Iran says Swedish court ruling against ex-official ‘unjust’

Iran says Swedish court ruling against ex-official ‘unjust’
Tehran is accused of trying to extract political concessions from other countries through arrests on security charges that may have been trumped up. (Reuters)
Short Url
Updated 25 December 2023
Follow

Iran says Swedish court ruling against ex-official ‘unjust’

Iran says Swedish court ruling against ex-official ‘unjust’
  • Last Tuesday, a Swedish appeals court upheld the guilty verdict and life sentence for murder and serious crimes against international law for the former official Hamid Noury

DUBAI: Iran said on Monday it would keep seeking the release of a former Iranian official sentenced in Sweden to life in prison over a mass execution of political prisoners in Iran.

“This unjust and outrageous ruling does not end Iran’s diplomatic efforts to repatriate and free this Iranian citizen, and we will use all legal and available means,” Foreign Ministry spokesperson Nasser Kanaani said, without specifying.

Last Tuesday, a Swedish appeals court upheld the guilty verdict and life sentence for murder and serious crimes against international law for the former official Hamid Noury.

Relations between Sweden and Iran have soured since 2019 when Sweden arrested Noury for his part in the mass execution and torture of political prisoners in the 1980s.

“We seriously object to the verdict and to what has taken place during this citizen’s long period of detention… and his basic rights have not been respected in Sweden’s prisons,” Kanaani added at a weekly news conference.

Earlier in December, Iran began the trial of a Swedish national, Johan Floderus, employed by the EU who is charged with spying for Israel and “corruption on earth,” a crime that carries the death penalty.

Rights groups and Western governments have accused Tehran of trying to extract political concessions from other countries through arrests on security charges that may have been trumped up.

Tehran says such arrests are based on its criminal

code and it denies holding people for political reasons.

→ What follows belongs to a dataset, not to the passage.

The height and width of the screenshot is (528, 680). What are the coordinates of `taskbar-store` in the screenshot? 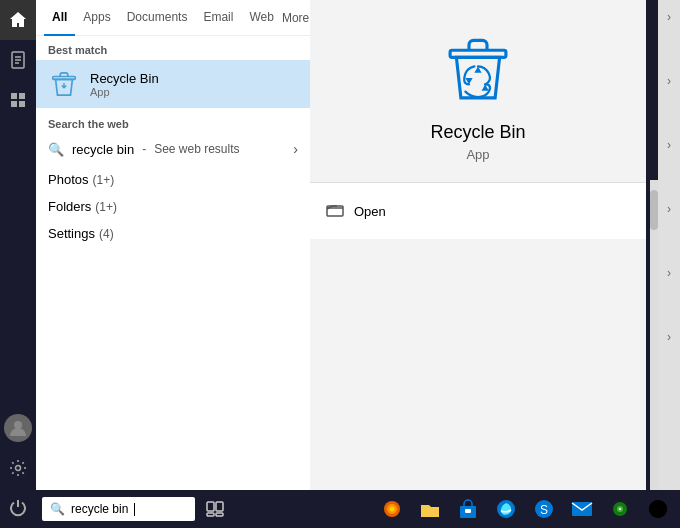 It's located at (468, 509).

Rights groups have also warned that Ahmadreza Djalali, a Swedish-Iranian national sentenced to death in Iran on charges of spying for Israel, may be executed following the verdict against Noury.

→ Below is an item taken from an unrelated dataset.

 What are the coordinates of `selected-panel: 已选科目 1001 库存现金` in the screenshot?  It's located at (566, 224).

A spokesperson for Sweden’s Foreign Ministry said on Monday that it had been alerted to the information issued by rights groups, but said this had not been confirmed.

“Ahmadreza Djalali’s situation is continuously raised with high-level representatives of Iran. Sweden has long demanded that the death penalty not be carried out,” the spokesperson said.

Djalali, a disaster medicine doctor and researcher, was arrested in 2016 while on an academic visit to Iran.